It’s a modern tragedy whose seeds were sown long ago. Having failed to industrialise as the Swiss and American companies did in the late 19th century, British watchmaking was a spent force by the early 20th century. It petered out, save for a 25-year resurgence under Smiths, which harnessed over ’1 million of postwar government investment. It built factories creating robust mechanical wristwatches at volume, but as the age of quartz dawned, Smiths turned its attentions to other areas. Smiths Engineering is now a huge conglomerate, but watchmaking has not been part of its business since the early 1970s.

In fact, if you want a purely British watch, there’s only one place to go, and that’s the Isle of Man. It’s here that Dr George Daniels, now regarded by some as the greatest watchmaker of the past two centuries, established a practice making complex pocket watches, and eventually a handful of wristwatches, from the ground up. In Switzerland an entire cottage industry of suppliers specialising in various kinds of precision machining, micro-engineering, decoration and finishing contributes to just about any watch that’s made, including those that claim to be made entirely ‘in-house’. Daniels decided to master every skill himself, inventing revolutionary horological concepts along the way (one of these, the co-axial escapement, he sold to Omega for a fortune — it now forms the backbone of the brand’s watches).

Daniels died in 2011, but his former apprentice, Roger Smith, has built on his legacy. His watches, built according to the ‘Daniels Method’ with Daniels’ own machinery, are among the rarest and most highly sought-after in the world. The waiting time for one is almost four years (much longer if you want a fully bespoke piece), and prices go into six figures.

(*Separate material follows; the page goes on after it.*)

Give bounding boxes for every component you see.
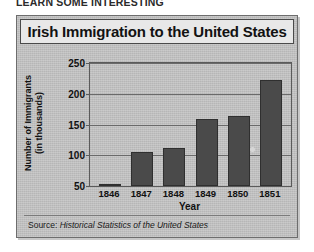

However, a handful of British-based brands and start-ups have been refocusing attention on the idea of watches that are British in spirit and design, if not in construction — though the effort to address the latter is afoot. The most prominent player is Bremont, founded by brothers Nick and Giles English, who raised millions in investment and have built an aviation-themed luxury brand with an international profile — they recently opened a boutique on Fifth Avenue and sponsor the America’s Cup. With an assembly factory in Henley and a hi-tech R&D facility at Silverstone, Bremont is spending a fortune to be able to produce high-grade watch movements at volume. Given established companies such as IWC, Chopard and Panerai spent millions and took years to do this in the heartland of Swiss watchmaking, the scale of the challenge ahead is extreme.

Other smaller players include design-led brands such as Schofield and Pinion, which use Swiss suppliers but with a commitment to repatriating skills in assembly, case and dial construction where possible, and Robert Loomes, a Stamford-based watchmaker who creates in his own studio traditional-looking pieces using reconstituted Smiths movements from the 1950s and 1960s, but is also developing movement designs with funding from Brussels.

At Garrick, meanwhile, plans have been developing apace. While the Shaftesbury and Hoxton watches are granting Garrick an entry point to the market at a price comparable with its peers, more refined and complex watches, all customisable, are being planned or have been completed. Brailsford cites the Groenefeld brothers, Dutch creators of cutting-edge tourbillon watches of serious complexity, as a marker for where he and Michlmayr are aiming eventually. Hubris?

‘I’ve been dead careful about putting bullshit out there — I don’t do it,’ he says. ‘We could have mass-produced and made a bigger profit, but that’s not why we’re doing it. Everything we say we’re doing, we do it.’ It may just be that the first British-made watch movement since the 1970s (outside the Isle of Man) emerges from a studio in a nondescript business park in Norwich.